For this reason, I describe Jesus as ‘the ultimate human being’ -what St Paul’s otherwise puzzling reference to ‘the last Adam’ means. I attempt to correct other misunderstandings or misreadings of Paul. He is more human than we’ve been led to believe.

The version of Christianity developed here is, quite simply, Christian orthodoxy – but with a fresh, contemporary look. Still central to that faith is the divine-human partnership which Christians believe was demonstrated in Jesus of Nazareth.

But old ideas often need to be stripped away – which is why I begin my discussion of Jesus by calling him ‘The Enigma from Nazareth’. Enigma he must have been – especially as his favourite way of referring to himself seems to have been ‘a human being like me’. Older, more sexist translations have usually rendered the original ‘the Son of Man’.

Christian faith isn’t complicated; it’s often the misunderstandings and distortions of it which are the problem. Most of all, what is said and thought about God – and done in God’s name – constitutes one of the greatest obstacles to recovering faith today. So Chapter Two is a ground-clearing exercise. Its title, ‘The Creator’s Gamble’ introduces a risk-taking God. It incorporates, as it must, evolution into its perspective; the section ‘God and the gods’ contrasts the life-giving and life-denying effect of the real God and false gods, including, in our day, the ideologies and systems which usurp the Creator. Chapter Two’s final section, ‘Humanizing the world’ seeks to correct a widespread misconception about God: God is actually on humanity’s side.

We’ve read into the Bible themes not there at all: for example, that God the Father had to punish God the Son in order to be able to forgive our sins, (shades of Dawkins again!); that goes also for the notion that God is a killjoy, and so is the Christian faith. Rather, it’s usually our moments of joy which bring us closest to God.  But contemporary attitudes to time and to money have skewed our perception of both God and life.

Other titles and subtitles reflect other personal concerns.
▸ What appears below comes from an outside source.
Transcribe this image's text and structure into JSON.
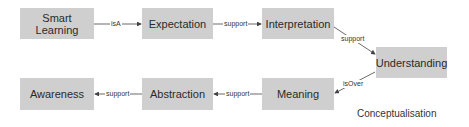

Along with Archbishop Rowan Williams, I signed the Anglican-Methodist Covenant for unity in Westminster Abbey in 2003. I served, too, for many years on another committee working for Christian unity, the British Catholic-Methodist Committee. Those of us in the churches under-estimate the corrosive, subversive effect of our divisions on our authority. Can anyone be serious about the Church without sometimes wondering whether they should stay in it? Chapter Five’s title ‘Towards a more Human Church’ conveys what is at stake.

Other themes, such as ‘Who Owns Planet Earth?’, illustrate wider concerns. Distortions of Christian faith today are far from being the only challenge. There are deeper issues, such as the widespread assumption that this life is all there is. My final chapters seek to show how that is not so.

Throughout the book, I’ve wrestled with the three questions our world largely ignores: what kind of creatures, really, are we human beings? Have we a future, and, if so, what kind? And, behind both questions, is ‘God’ not a delusion after all?


​Neil Richardson was tutor in New Testament Studies and later Principal of Wesley College, Bristol. He is the author of numerous books. You can get your copy of Waking Up to God – here!


Please note: Sacristy Press does not necessarily share or endorse the views of the guest contributors to this blog.